>>104146913They're a very old company and they've been consolidating assets for a long time. With tv in particular, it wasn't until 1993 that the fin-syn laws ended and it was possible for companies to own both a production studio and a network (hence the rush of "new" networks showing their own-brand in-house shows made by old studios in the 1990s onward).
Back in the 1960s, someone thought it was a good idea to make a Batman show. The rights ended up (as was the style at the time) shared between three companies and I think some individuals as well. Because the contracts were old and nobody had read them in years or had the skill to interpret them, nobody really knew who owned the Batman show, so it couldn't be released on DVD until 2014. But the film and tv rights themselves - the right to make new tv shows and movies - reverted to WB sometime in the 1980s allowing them to make 1989's Batman in-house.
Likewise with Superman.
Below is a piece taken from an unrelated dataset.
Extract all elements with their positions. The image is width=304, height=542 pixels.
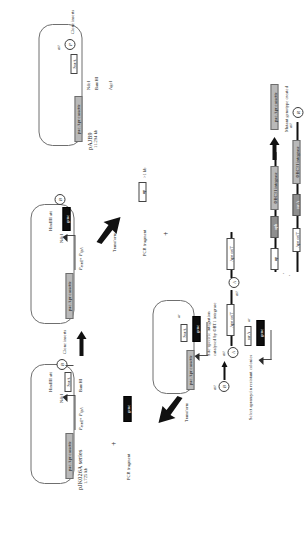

The movie rights were with the Salkinds for Superman, Superboy, Supergirl (and possibly Supermutt, Krypto, that horse), and the Salkinds got two good movies out of them, two middling to bad movies, and sold the Superman rights but clung to Supergirl (for some reason) and Superboy, which they developed into a tv show which was quite popular. The Superman rights went to Cannon, who ended up bankrupt shortly after and then on to WB; the Superboy and Supergirl rights stayed with the Salkinds until 2005. There were protracted legal battles (in which WB was not always in the right or acting in good faith).
But to answer your question: because there were very strong antitrust protections in place for tv broadcast, Reagan killed them, the studios consolidated, the number of studios shrank drastically, the output shrank too. Those protections were originally put in place to end the Studio System (prior to tv becoming mainstream) whereby studios would block-book theaters with their own in-house produced and distributed movies. It was a bad system.